◆ PROBLEM REQUIREMENTS
Each line from the one containing "What do you see at coordinates (1102, 658)" to the end of the data must be copied exactly, the first and last included; no other lines and no pictures belong in the copy.

◆ DATA SHOWN
☆ ☆ ☆ ☆
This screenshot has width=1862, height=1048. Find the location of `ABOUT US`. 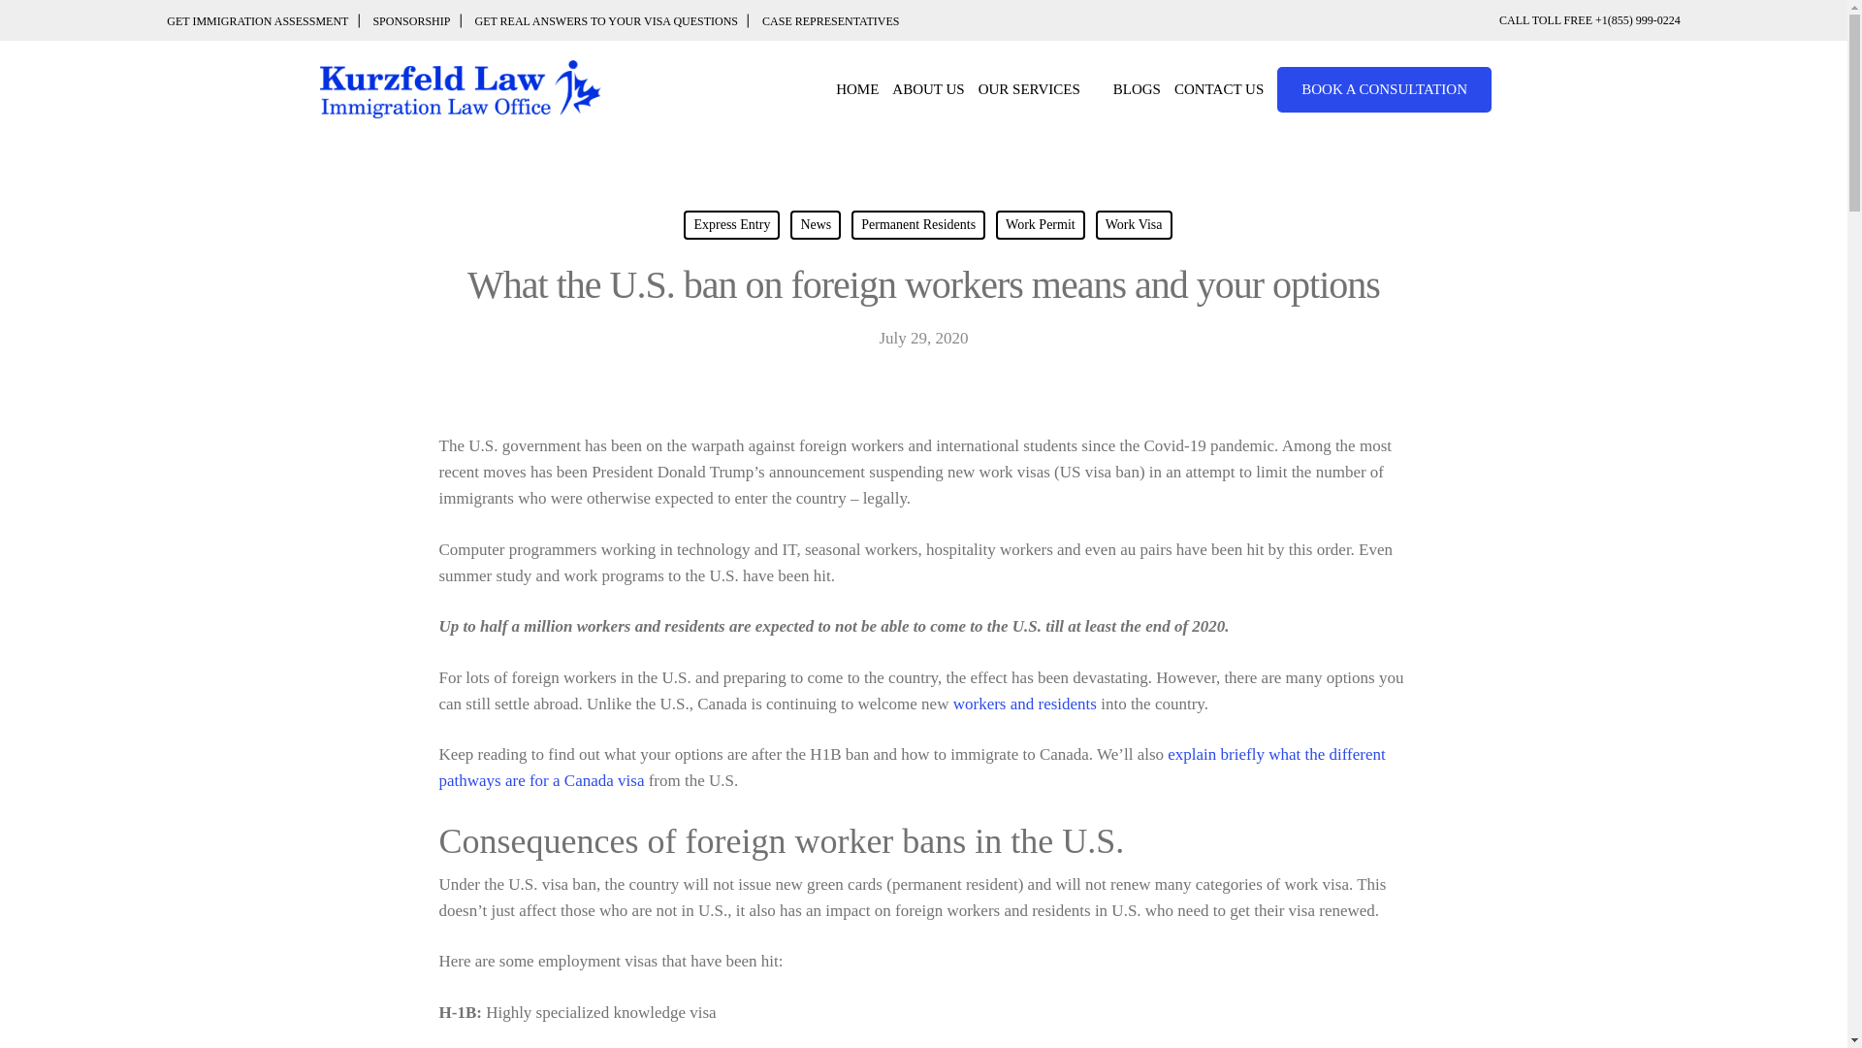

ABOUT US is located at coordinates (927, 89).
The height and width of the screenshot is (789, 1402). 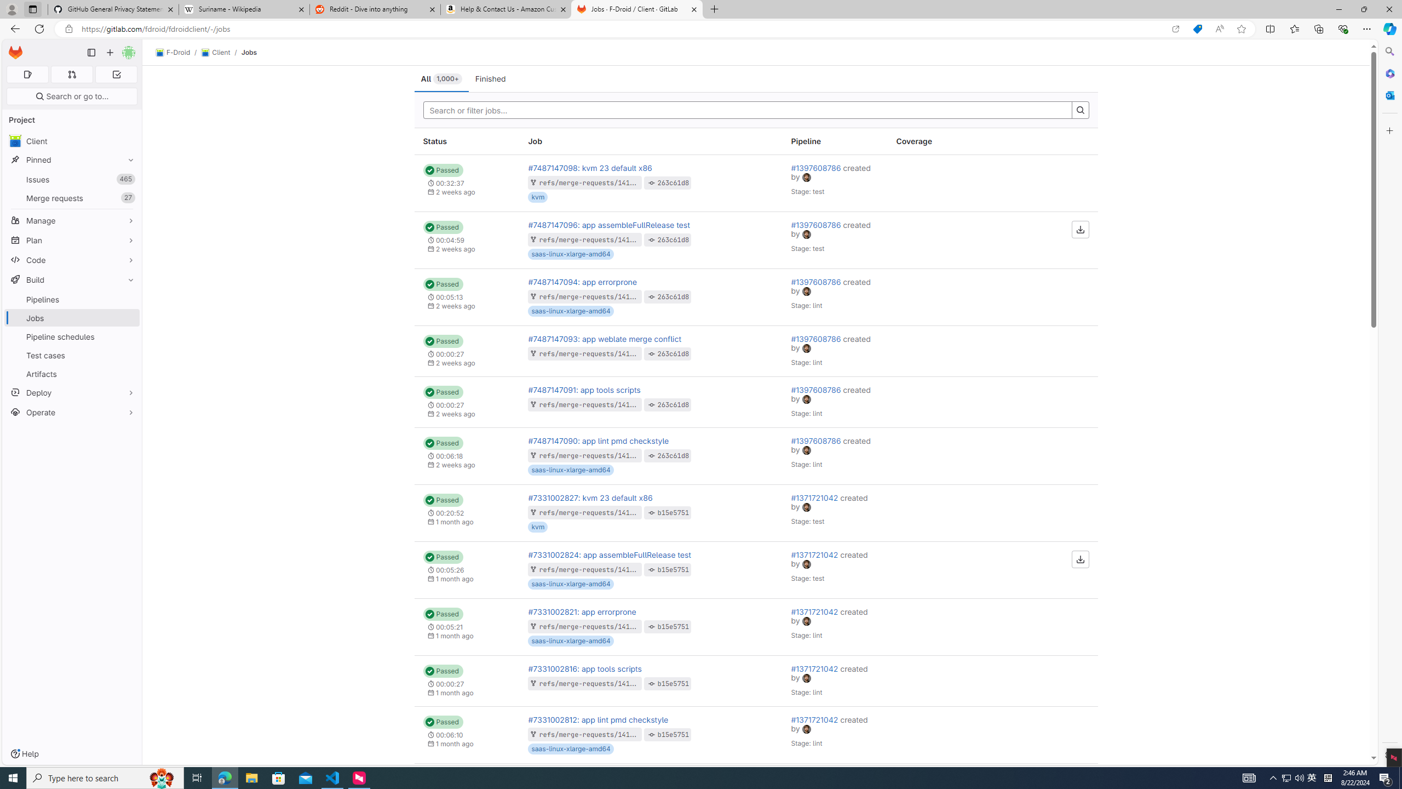 What do you see at coordinates (585, 668) in the screenshot?
I see `#7331002816: app tools scripts` at bounding box center [585, 668].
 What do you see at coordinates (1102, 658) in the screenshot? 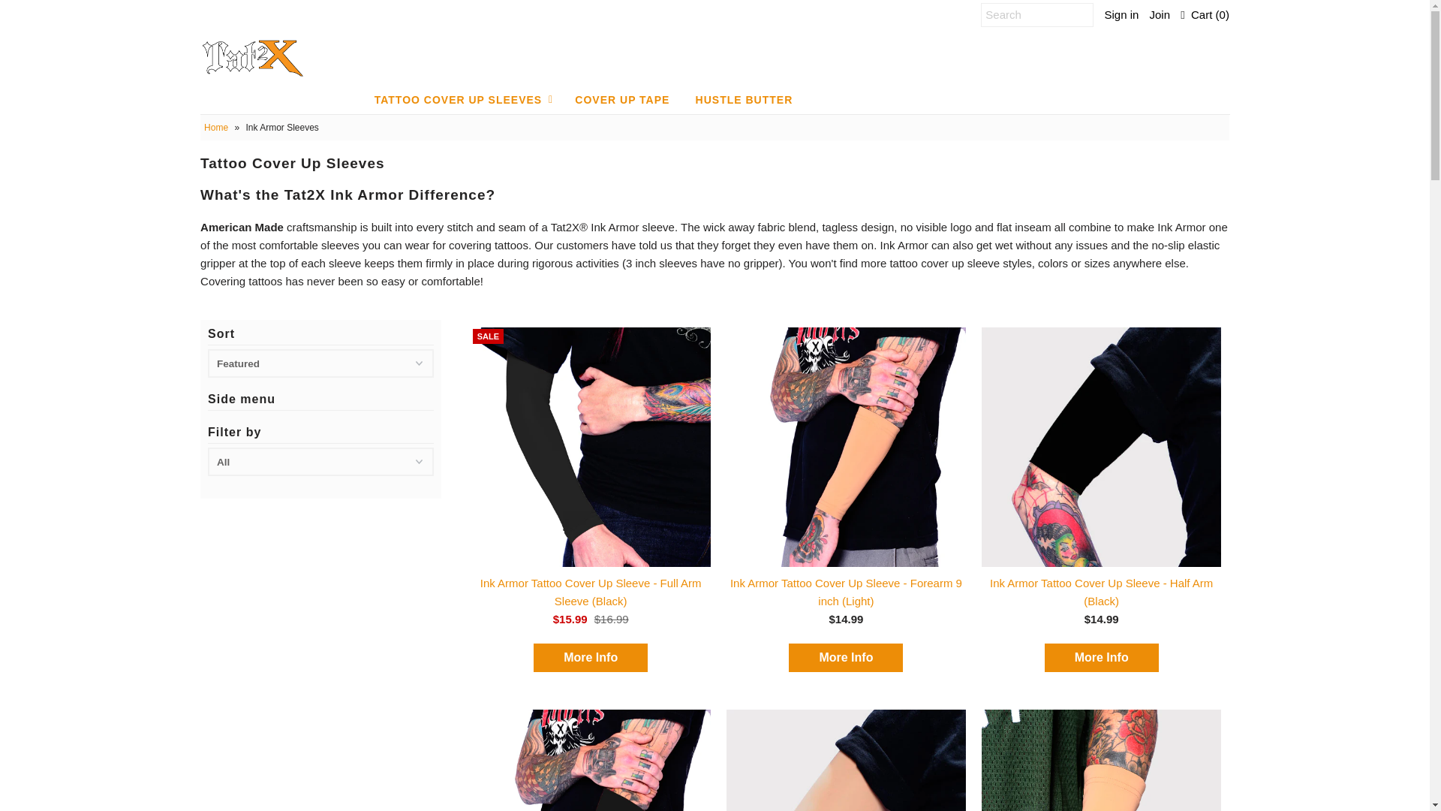
I see `More Info` at bounding box center [1102, 658].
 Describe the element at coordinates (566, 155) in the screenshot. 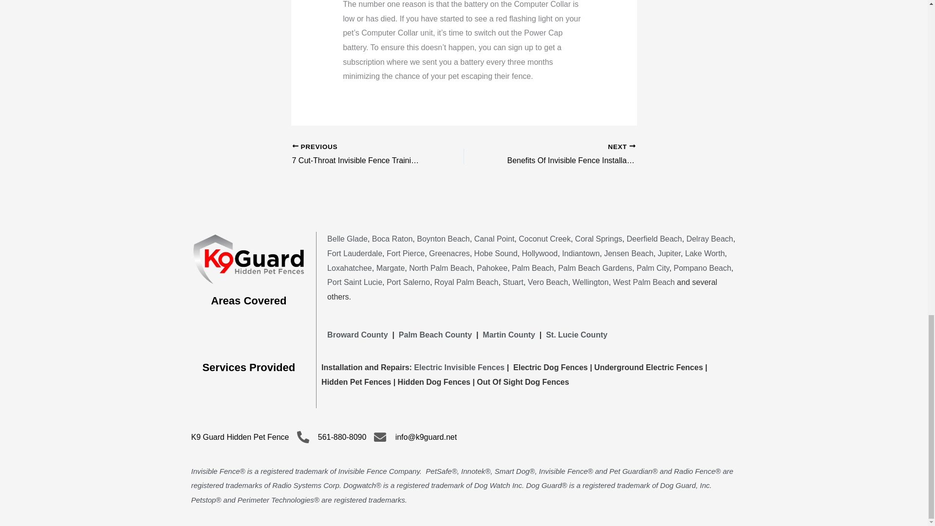

I see `Benefits Of Invisible Fence Installation` at that location.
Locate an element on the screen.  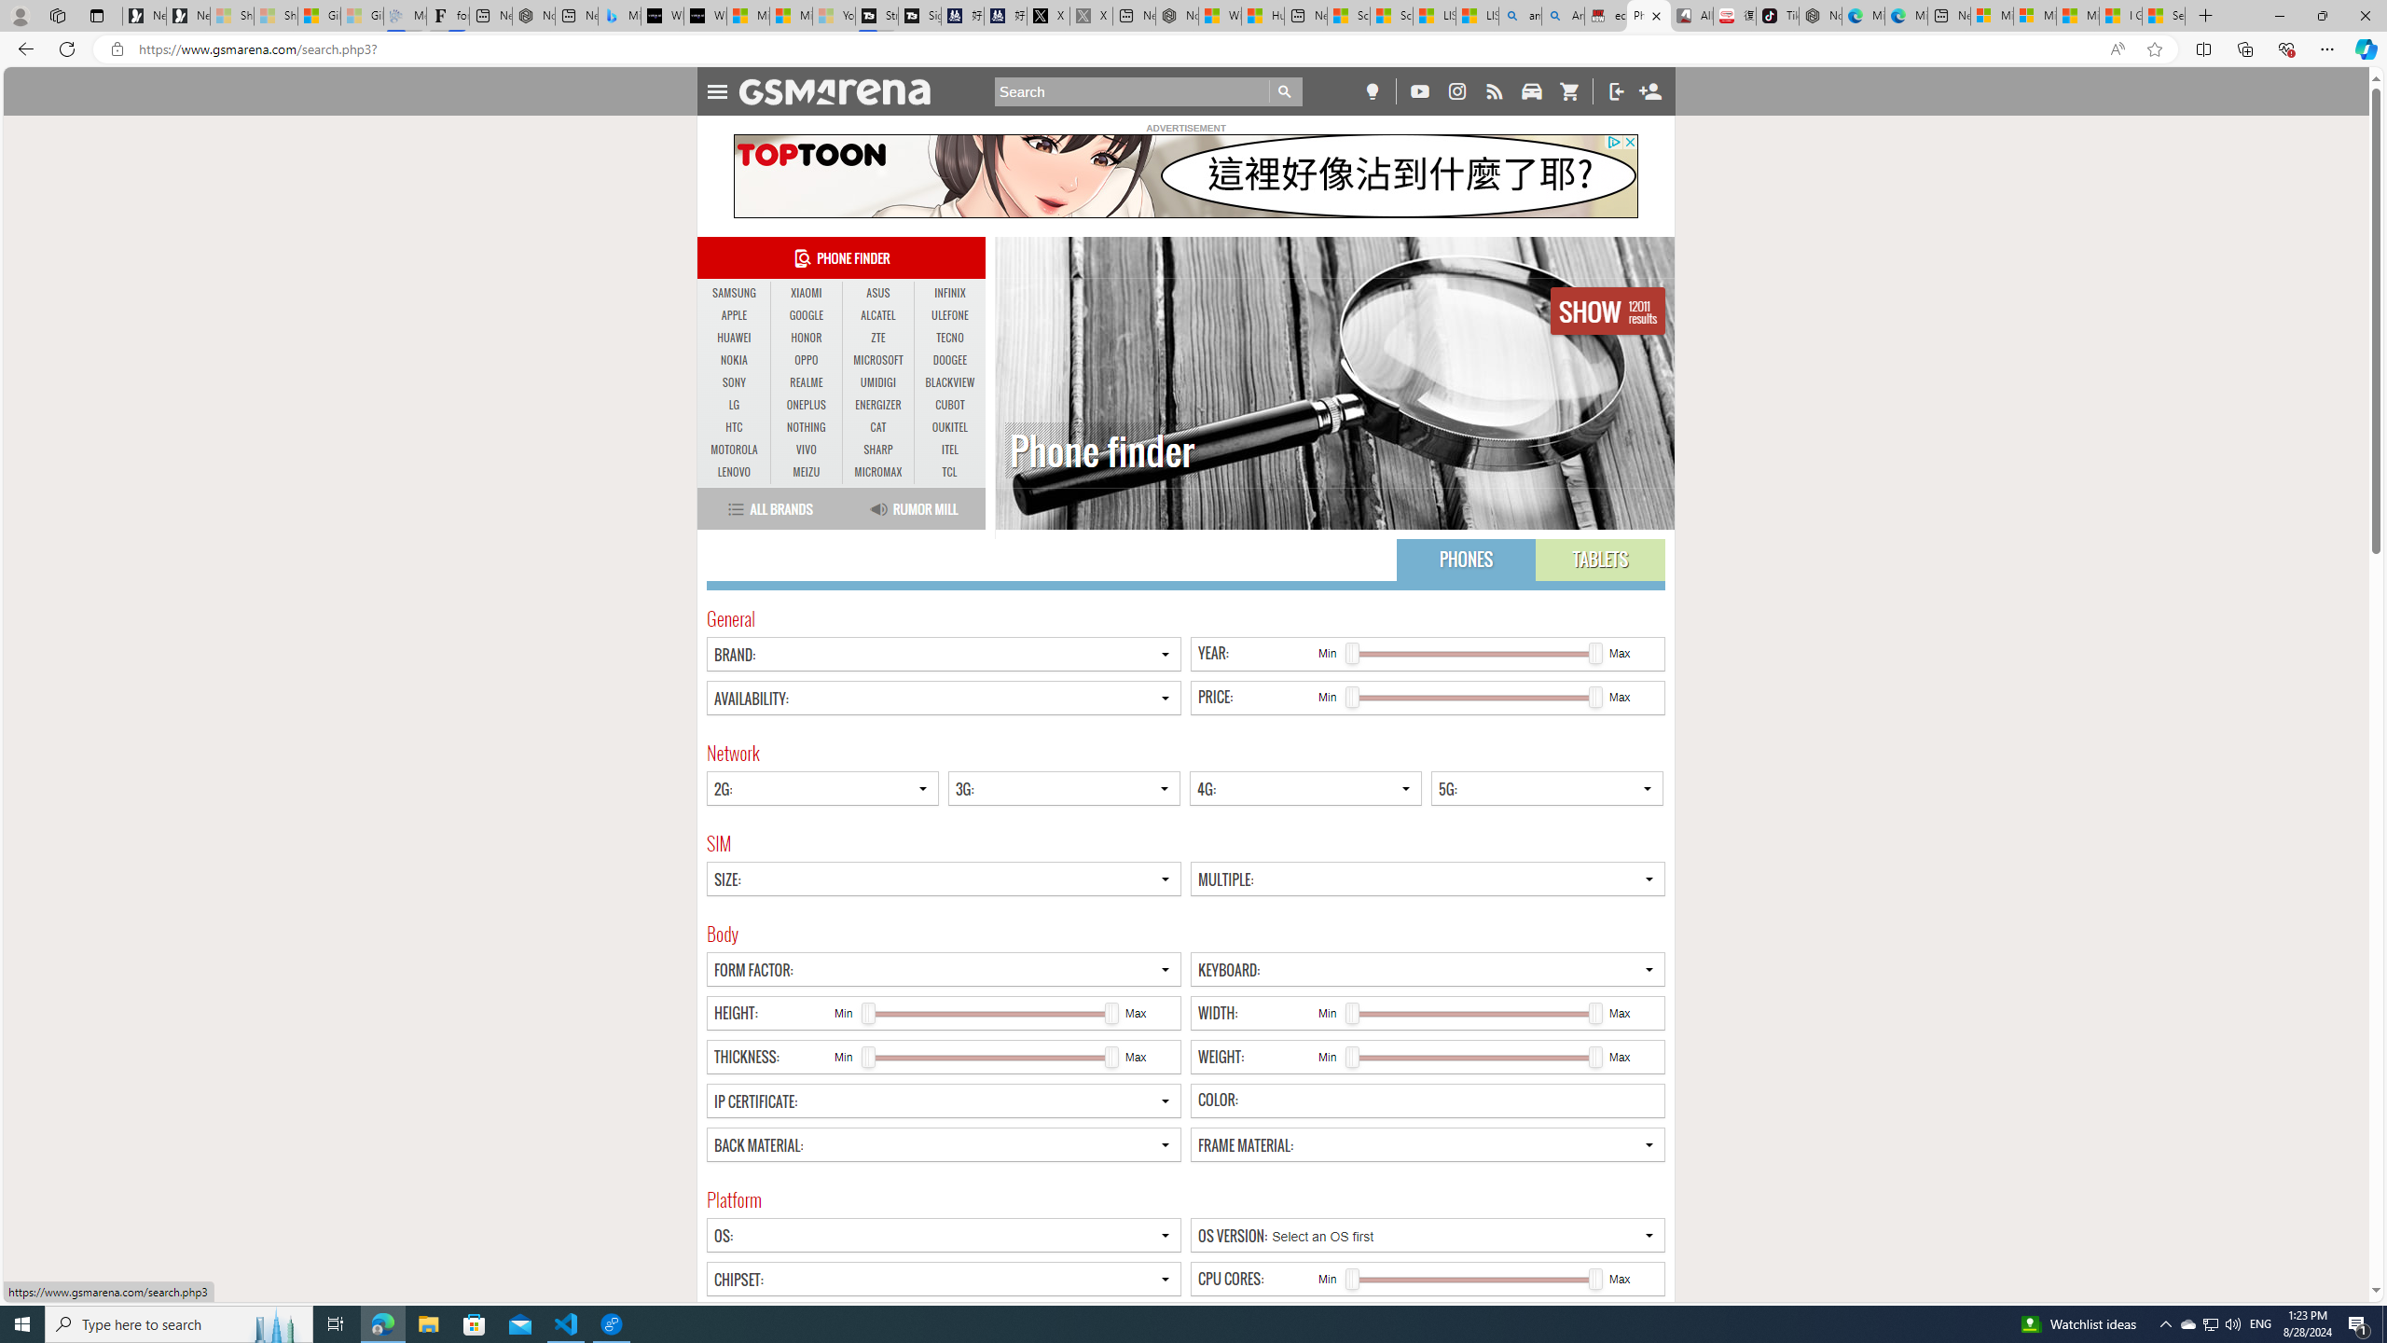
MEIZU is located at coordinates (806, 472).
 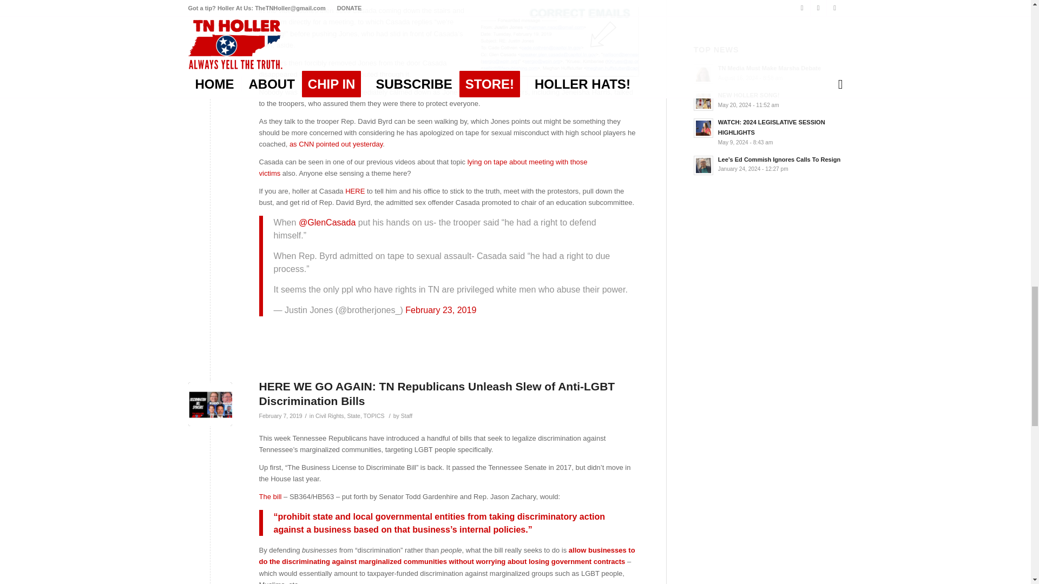 What do you see at coordinates (440, 309) in the screenshot?
I see `February 23, 2019` at bounding box center [440, 309].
☆ ☆ ☆ ☆
◆ RESPONSE FOR THIS EXERCISE
 What do you see at coordinates (1102, 658) in the screenshot? 
I see `More Info` at bounding box center [1102, 658].
 Describe the element at coordinates (566, 155) in the screenshot. 

I see `Benefits Of Invisible Fence Installation` at that location.
Locate an element on the screen.  
MEIZU is located at coordinates (806, 472).
  What do you see at coordinates (440, 309) in the screenshot?
I see `February 23, 2019` at bounding box center [440, 309].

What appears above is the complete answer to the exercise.